Robert Hur, special counsel, has announced his decision not to charge former Vice President Joe Biden in relation to the mishandling of classified materials. Hur’s investigation found evidence indicating Biden “willfully retained” documents critical to national security after his vice presidency, while he was a private citizen.
“Our investigation uncovered evidence that President Biden willfully retained and disclosed classified materials after his vice presidency when he was a private citizen,” the report explains, but says evidence “does not establish Mr. Biden’s guilt beyond a reasonable doubt.”
The report takes particular aim at Biden’s cognitive abilities, which have recently been underscored by his claims to have discussed the events of January 6th, 2021, with long-dead French President Francois Mitterand.
Biden’s memory, says the special counsel report, “was significantly limited.” It added: “We have also considered that, at trial, Mr. Biden would likely present himself to a jury, as he did during our interview of him, as a sympathetic, well-meaning, elderly man with a poor memory… It would be difficult to convince a jury that they should convict him — by then a former president well into his eighties — of a serious felony that requires a mental state of willfulness.”
“In his interview with our office, Mr. Biden’s memory was worse. He did not remember when he was vice president, forgetting on the first day of the interview when his term ended (“if it was 2013 – when did I stop being Vice President?”), and forgetting on the second day of the interview when his term began (“in 2009, am I still Vice President?”). He did not remember, even within several years, when his son Beau died. And his memory appeared hazy when describing the Afghanistan debate that was once so important to him. Among other things, he mistakenly said he “had a real difference” of opinion with General Karl Eikenberry, when, in fact, Eikenberry was an ally whom Mr. Biden cited approvingly in his Thanksgiving memo to President Obama.”
The refusal to prosecute Biden due to his age and poor cognitive function flies in the face of the persistent establishment talking points that “no one is above the law.” Indeed, in this instance, the special counsel appears to make the case that because no jury would prosecute Biden despite his obvious guilt, the case must be dropped.
The report also details how Biden leveraged the sensitive government information for profit, using notebooks he should not have had for a book published in 2017: “After the vice presidency, Mr. Biden kept these 2 classified notebooks in unsecured and unauthorized spaces at his Virginia and Delaware homes and used some of the notebooks as reference material for his second memoir, Promise Me, Dad, which was published in 2017.”
A ghostwriter is also said to have “found” classified material in a rental unit in Virginia, “in a badly damaged box surrounded by household detritus.”
The special counsel report goes further into Biden’s mental incapacity, adding: “We have also considered that, at trial, Mr. Biden would likely present himself to a jury, as he did during our interview of him, as a sympathetic, well-meaning, elderly man with a poor memory. Based on our direct interactions with and observations of him, he is someone for whom many jurors will want to identify reasonable doubt. It would be difficult to convince a jury that they should convict him – by then a former president well into his eighties – of a serious felony that requires a mental state of willfulness.”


* _Aim of the exercise_
For each line below that includes the word "inclinometer", make a copy.

[Start of Attachment]

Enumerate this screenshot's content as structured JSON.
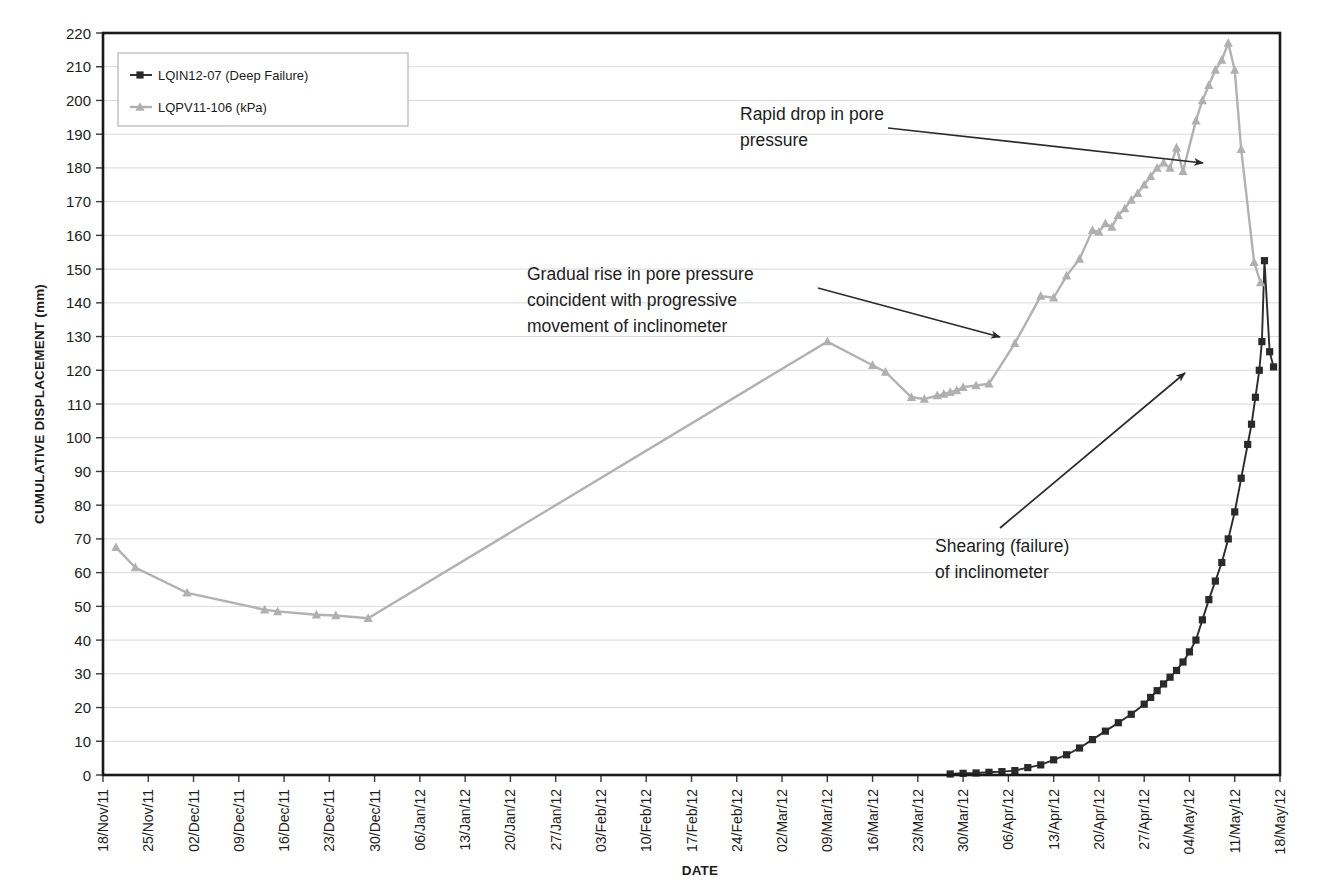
{
  "chart_data": {
    "type": "line",
    "title": "",
    "xlabel": "DATE",
    "ylabel": "CUMULATIVE DISPLACEMENT (mm)",
    "ylim": [
      0,
      220
    ],
    "ytick_step": 10,
    "yticks": [
      0,
      10,
      20,
      30,
      40,
      50,
      60,
      70,
      80,
      90,
      100,
      110,
      120,
      130,
      140,
      150,
      160,
      170,
      180,
      190,
      200,
      210,
      220
    ],
    "grid": "horizontal",
    "legend_position": "top-left",
    "x_tick_labels": [
      "18/Nov/11",
      "25/Nov/11",
      "02/Dec/11",
      "09/Dec/11",
      "16/Dec/11",
      "23/Dec/11",
      "30/Dec/11",
      "06/Jan/12",
      "13/Jan/12",
      "20/Jan/12",
      "27/Jan/12",
      "03/Feb/12",
      "10/Feb/12",
      "17/Feb/12",
      "24/Feb/12",
      "02/Mar/12",
      "09/Mar/12",
      "16/Mar/12",
      "23/Mar/12",
      "30/Mar/12",
      "06/Apr/12",
      "13/Apr/12",
      "20/Apr/12",
      "27/Apr/12",
      "04/May/12",
      "11/May/12",
      "18/May/12"
    ],
    "x_domain_days": [
      0,
      182
    ],
    "series": [
      {
        "name": "LQIN12-07 (Deep Failure)",
        "color": "#2a2a2a",
        "marker": "square",
        "points": [
          {
            "day": 131,
            "value": 0.3
          },
          {
            "day": 133,
            "value": 0.5
          },
          {
            "day": 135,
            "value": 0.6
          },
          {
            "day": 137,
            "value": 0.8
          },
          {
            "day": 139,
            "value": 1.0
          },
          {
            "day": 141,
            "value": 1.3
          },
          {
            "day": 143,
            "value": 2.2
          },
          {
            "day": 145,
            "value": 3.0
          },
          {
            "day": 147,
            "value": 4.5
          },
          {
            "day": 149,
            "value": 6.0
          },
          {
            "day": 151,
            "value": 8.0
          },
          {
            "day": 153,
            "value": 10.5
          },
          {
            "day": 155,
            "value": 13.0
          },
          {
            "day": 157,
            "value": 15.5
          },
          {
            "day": 159,
            "value": 18.0
          },
          {
            "day": 161,
            "value": 21.0
          },
          {
            "day": 162,
            "value": 23.0
          },
          {
            "day": 163,
            "value": 25.0
          },
          {
            "day": 164,
            "value": 27.0
          },
          {
            "day": 165,
            "value": 29.0
          },
          {
            "day": 166,
            "value": 31.0
          },
          {
            "day": 167,
            "value": 33.5
          },
          {
            "day": 168,
            "value": 36.5
          },
          {
            "day": 169,
            "value": 40.0
          },
          {
            "day": 170,
            "value": 46.0
          },
          {
            "day": 171,
            "value": 52.0
          },
          {
            "day": 172,
            "value": 57.5
          },
          {
            "day": 173,
            "value": 63.0
          },
          {
            "day": 174,
            "value": 70.0
          },
          {
            "day": 175,
            "value": 78.0
          },
          {
            "day": 176,
            "value": 88.0
          },
          {
            "day": 177,
            "value": 98.0
          },
          {
            "day": 177.6,
            "value": 104.0
          },
          {
            "day": 178.2,
            "value": 112.0
          },
          {
            "day": 178.8,
            "value": 120.0
          },
          {
            "day": 179.2,
            "value": 128.5
          },
          {
            "day": 179.6,
            "value": 152.5
          },
          {
            "day": 180.4,
            "value": 125.5
          },
          {
            "day": 181.0,
            "value": 121.0
          }
        ]
      },
      {
        "name": "LQPV11-106 (kPa)",
        "color": "#b0b0b0",
        "marker": "triangle",
        "points": [
          {
            "day": 2,
            "value": 67.5
          },
          {
            "day": 5,
            "value": 61.5
          },
          {
            "day": 13,
            "value": 54.0
          },
          {
            "day": 25,
            "value": 49.0
          },
          {
            "day": 27,
            "value": 48.5
          },
          {
            "day": 33,
            "value": 47.5
          },
          {
            "day": 36,
            "value": 47.3
          },
          {
            "day": 41,
            "value": 46.5
          },
          {
            "day": 112,
            "value": 128.5
          },
          {
            "day": 119,
            "value": 121.5
          },
          {
            "day": 121,
            "value": 119.5
          },
          {
            "day": 125,
            "value": 112.0
          },
          {
            "day": 127,
            "value": 111.5
          },
          {
            "day": 129,
            "value": 112.5
          },
          {
            "day": 130,
            "value": 113.0
          },
          {
            "day": 131,
            "value": 113.5
          },
          {
            "day": 132,
            "value": 114.0
          },
          {
            "day": 133,
            "value": 115.0
          },
          {
            "day": 135,
            "value": 115.5
          },
          {
            "day": 137,
            "value": 116.0
          },
          {
            "day": 141,
            "value": 128.0
          },
          {
            "day": 145,
            "value": 142.0
          },
          {
            "day": 147,
            "value": 141.5
          },
          {
            "day": 149,
            "value": 148.0
          },
          {
            "day": 151,
            "value": 153.0
          },
          {
            "day": 153,
            "value": 161.5
          },
          {
            "day": 154,
            "value": 161.0
          },
          {
            "day": 155,
            "value": 163.5
          },
          {
            "day": 156,
            "value": 162.5
          },
          {
            "day": 157,
            "value": 166.0
          },
          {
            "day": 158,
            "value": 168.0
          },
          {
            "day": 159,
            "value": 170.5
          },
          {
            "day": 160,
            "value": 172.5
          },
          {
            "day": 161,
            "value": 175.0
          },
          {
            "day": 162,
            "value": 177.5
          },
          {
            "day": 163,
            "value": 180.0
          },
          {
            "day": 164,
            "value": 181.5
          },
          {
            "day": 165,
            "value": 180.0
          },
          {
            "day": 166,
            "value": 186.0
          },
          {
            "day": 167,
            "value": 179.0
          },
          {
            "day": 169,
            "value": 194.0
          },
          {
            "day": 170,
            "value": 200.0
          },
          {
            "day": 171,
            "value": 204.5
          },
          {
            "day": 172,
            "value": 209.0
          },
          {
            "day": 173,
            "value": 212.0
          },
          {
            "day": 174,
            "value": 217.0
          },
          {
            "day": 175,
            "value": 209.0
          },
          {
            "day": 176,
            "value": 185.5
          },
          {
            "day": 178,
            "value": 152.0
          },
          {
            "day": 179,
            "value": 146.0
          }
        ]
      }
    ],
    "annotations": [
      {
        "id": "rapid-drop",
        "lines": [
          "Rapid drop in pore",
          "pressure"
        ],
        "text_x": 740,
        "text_y": 120,
        "arrow": [
          [
            888,
            128
          ],
          [
            1203,
            163
          ]
        ]
      },
      {
        "id": "gradual-rise",
        "lines": [
          "Gradual rise in pore pressure",
          "coincident with progressive",
          "movement of inclinometer"
        ],
        "text_x": 527,
        "text_y": 280,
        "arrow": [
          [
            818,
            288
          ],
          [
            1000,
            337
          ]
        ]
      },
      {
        "id": "shearing-failure",
        "lines": [
          "Shearing (failure)",
          "of inclinometer"
        ],
        "text_x": 935,
        "text_y": 552,
        "arrow": [
          [
            1000,
            528
          ],
          [
            1185,
            373
          ]
        ]
      }
    ]
  }
}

[End of Attachment]

* _Your response_
          "movement of inclinometer"
          "of inclinometer"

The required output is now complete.